On his final visit as defense chief to Afghanistan earlier this month, Gates told troops that the ”success of the mission should override everything else because the most costly thing of all would be to fail. Now that does not preclude adjustments in the mission or in the strategy. But ultimately the objective has to be success.” A week later, he told NATO it was failing as a partnership, largely due to a lack of defense capabilities and spending among its European members. That, he said, has resulted in a backlash in America. “The blunt reality is that there will be dwindling appetite and patience in the U.S. Congress … to expend increasingly precious funds on behalf of nations that are apparently unwilling to devote the necessary resources or make the necessary changes to be serious and capable partners in their own defense.”
Amen, Mr. Secretary. But if Obama’s policies toward Afghanistan have arrested the slide toward defeat, they have not truly defined what anyone in Washington means by “success” in Afghanistan. Obama’s announcement on Wednesday may try to do this — hopefully, avoiding promises that Afghanistan will be an advanced democracy any time soon. But Obama’s words will first be put through the nonsensical filter of the American election cycle by Washington’s warring tribes before anyone bothers to consider the implications on the actual Southwest Asian battlefield. That’s a pity. But let’s look at the two dominant definitions of success inside the Beltway.

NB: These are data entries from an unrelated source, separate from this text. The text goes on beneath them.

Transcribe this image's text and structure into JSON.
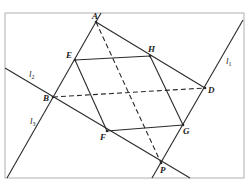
{
  "diagram": {
    "type": "geometry",
    "frame": {
      "x": 5,
      "y": 13,
      "width": 239,
      "height": 165,
      "color": "#b0b0b0"
    },
    "line_color": "#2a2a2a",
    "points": {
      "A": {
        "label": "A",
        "x": 96,
        "y": 22,
        "lx": 92,
        "ly": 19
      },
      "E": {
        "label": "E",
        "x": 75,
        "y": 60,
        "lx": 66,
        "ly": 58
      },
      "H": {
        "label": "H",
        "x": 150,
        "y": 56,
        "lx": 148,
        "ly": 52
      },
      "D": {
        "label": "D",
        "x": 205,
        "y": 88,
        "lx": 208,
        "ly": 93
      },
      "B": {
        "label": "B",
        "x": 53,
        "y": 97,
        "lx": 43,
        "ly": 101
      },
      "F": {
        "label": "F",
        "x": 107,
        "y": 131,
        "lx": 100,
        "ly": 140
      },
      "G": {
        "label": "G",
        "x": 183,
        "y": 125,
        "lx": 183,
        "ly": 134
      },
      "P": {
        "label": "P",
        "x": 161,
        "y": 163,
        "lx": 160,
        "ly": 173
      }
    },
    "lines": [
      {
        "name": "l1",
        "label": "l",
        "sub": "1",
        "x1": 243,
        "y1": 20,
        "x2": 152,
        "y2": 178,
        "lx": 226,
        "ly": 64
      },
      {
        "name": "l2",
        "label": "l",
        "sub": "2",
        "x1": 5,
        "y1": 68,
        "x2": 190,
        "y2": 178,
        "lx": 29,
        "ly": 77
      },
      {
        "name": "l3",
        "label": "l",
        "sub": "3",
        "x1": 7,
        "y1": 178,
        "x2": 101,
        "y2": 13,
        "lx": 30,
        "ly": 124
      }
    ],
    "segments": [
      {
        "name": "AD",
        "from": "A",
        "to": "D",
        "style": "solid"
      },
      {
        "name": "EH",
        "from": "E",
        "to": "H",
        "style": "solid"
      },
      {
        "name": "HG",
        "from": "H",
        "to": "G",
        "style": "solid"
      },
      {
        "name": "GF",
        "from": "G",
        "to": "F",
        "style": "solid"
      },
      {
        "name": "FE",
        "from": "F",
        "to": "E",
        "style": "solid"
      },
      {
        "name": "AP",
        "from": "A",
        "to": "P",
        "style": "dashed"
      },
      {
        "name": "BD",
        "from": "B",
        "to": "D",
        "style": "dashed"
      }
    ]
  }
}
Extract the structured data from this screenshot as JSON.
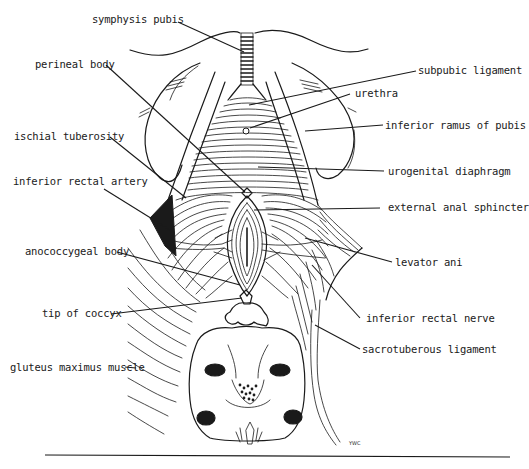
{
  "figure": {
    "signature": "YWC",
    "labels": {
      "symphysis_pubis": "symphysis pubis",
      "perineal_body": "perineal body",
      "subpubic_ligament": "subpubic ligament",
      "urethra": "urethra",
      "inferior_ramus_of_pubis": "inferior ramus of pubis",
      "ischial_tuberosity": "ischial tuberosity",
      "urogenital_diaphragm": "urogenital diaphragm",
      "inferior_rectal_artery": "inferior rectal artery",
      "external_anal_sphincter": "external anal sphincter",
      "anococcygeal_body": "anococcygeal body",
      "levator_ani": "levator ani",
      "tip_of_coccyx": "tip of coccyx",
      "inferior_rectal_nerve": "inferior rectal nerve",
      "gluteus_maximus_muscle": "gluteus maximus muscle",
      "sacrotuberous_ligament": "sacrotuberous ligament"
    },
    "colors": {
      "ink": "#1a1a1a",
      "background": "#ffffff"
    }
  }
}
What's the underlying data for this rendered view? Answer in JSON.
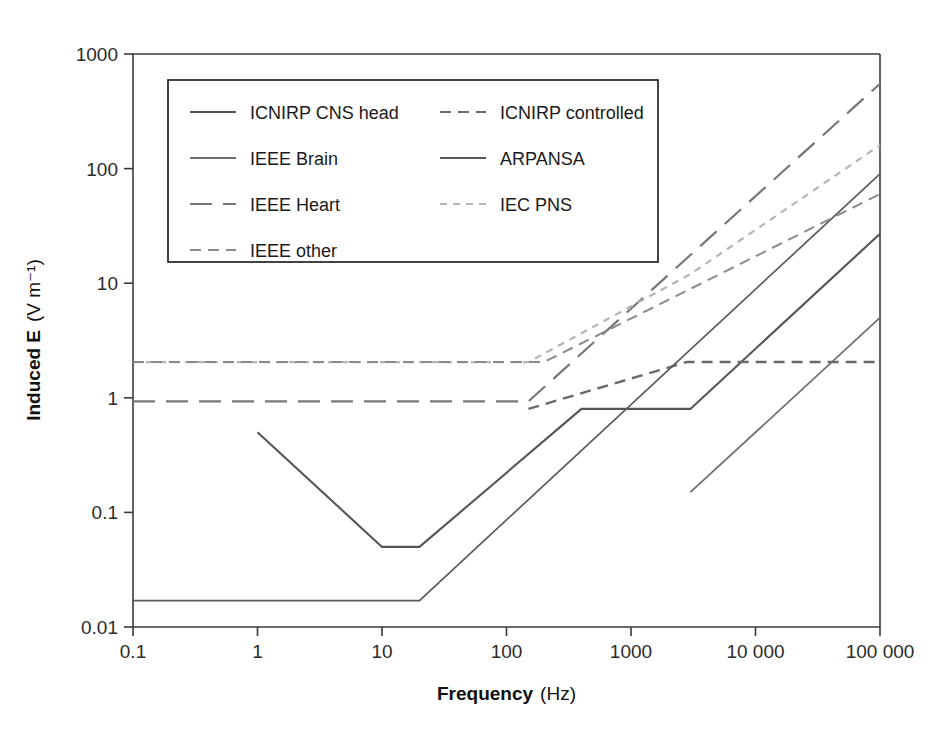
{
  "chart_data": {
    "type": "line",
    "title": "",
    "xlabel": "Frequency",
    "xunit": "(Hz)",
    "ylabel": "Induced E",
    "yunit": "(V m⁻¹)",
    "xscale": "log",
    "yscale": "log",
    "xlim": [
      0.1,
      100000
    ],
    "ylim": [
      0.01,
      1000
    ],
    "grid": false,
    "xticks": [
      "0.1",
      "1",
      "10",
      "100",
      "1000",
      "10 000",
      "100 000"
    ],
    "xtick_values": [
      0.1,
      1,
      10,
      100,
      1000,
      10000,
      100000
    ],
    "yticks": [
      "1000",
      "100",
      "10",
      "1",
      "0.1",
      "0.01"
    ],
    "ytick_values": [
      1000,
      100,
      10,
      1,
      0.1,
      0.01
    ],
    "legend_position": "upper-left-inside",
    "series": [
      {
        "name": "ICNIRP CNS head",
        "style": "solid",
        "color": "#555555",
        "width": 2.1,
        "points": [
          [
            1,
            0.5
          ],
          [
            10,
            0.05
          ],
          [
            20,
            0.05
          ],
          [
            400,
            0.8
          ],
          [
            3000,
            0.8
          ],
          [
            100000,
            27
          ]
        ]
      },
      {
        "name": "ICNIRP controlled",
        "style": "dashed",
        "color": "#6a6a6a",
        "width": 2.4,
        "points": [
          [
            150,
            0.8
          ],
          [
            2800,
            2.05
          ],
          [
            100000,
            2.05
          ]
        ]
      },
      {
        "name": "IEEE Brain",
        "style": "solid",
        "color": "#6e6e6e",
        "width": 1.7,
        "points": [
          [
            3000,
            0.15
          ],
          [
            100000,
            5.0
          ]
        ]
      },
      {
        "name": "ARPANSA",
        "style": "solid",
        "color": "#5a5a5a",
        "width": 1.7,
        "points": [
          [
            0.1,
            0.017
          ],
          [
            20,
            0.017
          ],
          [
            100000,
            90
          ]
        ]
      },
      {
        "name": "IEEE Heart",
        "style": "long-dash",
        "color": "#777777",
        "width": 2.2,
        "points": [
          [
            0.1,
            0.93
          ],
          [
            150,
            0.93
          ],
          [
            100000,
            550
          ]
        ]
      },
      {
        "name": "IEC PNS",
        "style": "short-dash",
        "color": "#b5b5b5",
        "width": 2.2,
        "points": [
          [
            0.1,
            2.05
          ],
          [
            150,
            2.05
          ],
          [
            3000,
            12
          ],
          [
            100000,
            160
          ]
        ]
      },
      {
        "name": "IEEE other",
        "style": "dashed",
        "color": "#8a8a8a",
        "width": 2.0,
        "points": [
          [
            0.1,
            2.05
          ],
          [
            200,
            2.05
          ],
          [
            100000,
            60
          ]
        ]
      }
    ]
  },
  "legend": {
    "entries": [
      {
        "label": "ICNIRP CNS head",
        "style": "solid",
        "color": "#555555"
      },
      {
        "label": "ICNIRP controlled",
        "style": "dashed",
        "color": "#6a6a6a"
      },
      {
        "label": "IEEE Brain",
        "style": "solid",
        "color": "#6e6e6e"
      },
      {
        "label": "ARPANSA",
        "style": "solid",
        "color": "#5a5a5a"
      },
      {
        "label": "IEEE Heart",
        "style": "long-dash",
        "color": "#777777"
      },
      {
        "label": "IEC PNS",
        "style": "short-dash",
        "color": "#b5b5b5"
      },
      {
        "label": "IEEE other",
        "style": "dashed",
        "color": "#8a8a8a"
      }
    ]
  },
  "axes": {
    "x_label_main": "Frequency",
    "x_label_unit": "(Hz)",
    "y_label_main": "Induced E",
    "y_label_unit": "(V m⁻¹)"
  },
  "colors": {
    "axis": "#3a3a3a",
    "background": "#ffffff",
    "legend_border": "#222222"
  }
}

On one side, the strange bedfellows of liberals and Tea Party no-nothings would define success as ending the war as soon as possible, albeit for different reasons. While Democrats will cite morality, in both cases these factions really are focused on the costs involved: For Dems, a penny saved on the battlefield is a penny not conceded in deficit reduction talks, while for the Tea Party, spending money on wars in lands they can’t identify on maps is simply not a good use of taxpayer funds (if there is such a thing).
On the other side, an almost as odd collection of old-line conservatives and Obama supporters, including Obama’s 2008 GOP rival Sen. John McCain, want a slow withdrawal that doesn’t cause a stampede for the exit by Britain and other NATO coalition members and that gives the Afghan government time to train up a few more brigades of competent infantry. This may or may not be possible, but 2014 is this camp’s goal for making it happen.
Obama has proven himself happy to punt when it comes to taking controversial decisions on domestic policy, allowing Congress to hash out the details of health care, financial reform and climate policy, to name just a few. But on foreign policy, he’s acted far more forcefully. As such, he’s likely to stick to his guns, announcing the start of a drawdown of the surge — perhaps 5K-to-10K troops, and being extremely vague on the pace of future withdrawals. Already, he’s couched the 2014 “handover” goal in conditional “facts on the ground” measurements. He may also be quite satisfied to watch the GOP fight among itself over these policies since the splits in the legislative caucus are mirrored among the band of blowhards currently vying for the party’s nomination.
And on the war front? Happily, there is a good deal of evidence that a smaller U.S. footprint at this point may serve both aims. Major Mike Few, editor of Small Wars Journal and an Army officer who has served in Iraq and Afghanistan repeatedly, writes that less often means more in such conflicts, particularly at late stages. ”Sometimes with more, we merely attack the symptoms creating short-term visible gains rather than attacking the root problems,” Few writes. But “when the intervention force is constrained by force size and resources ….the commanders are forced to adapt, and the result is often a period of deep-reflection, ingenuity, and creativity.”
Let’s hope he’s right – because whatever faction wins the spinning contest tomorrow, doing more with less looks like the plan for Afghanistan.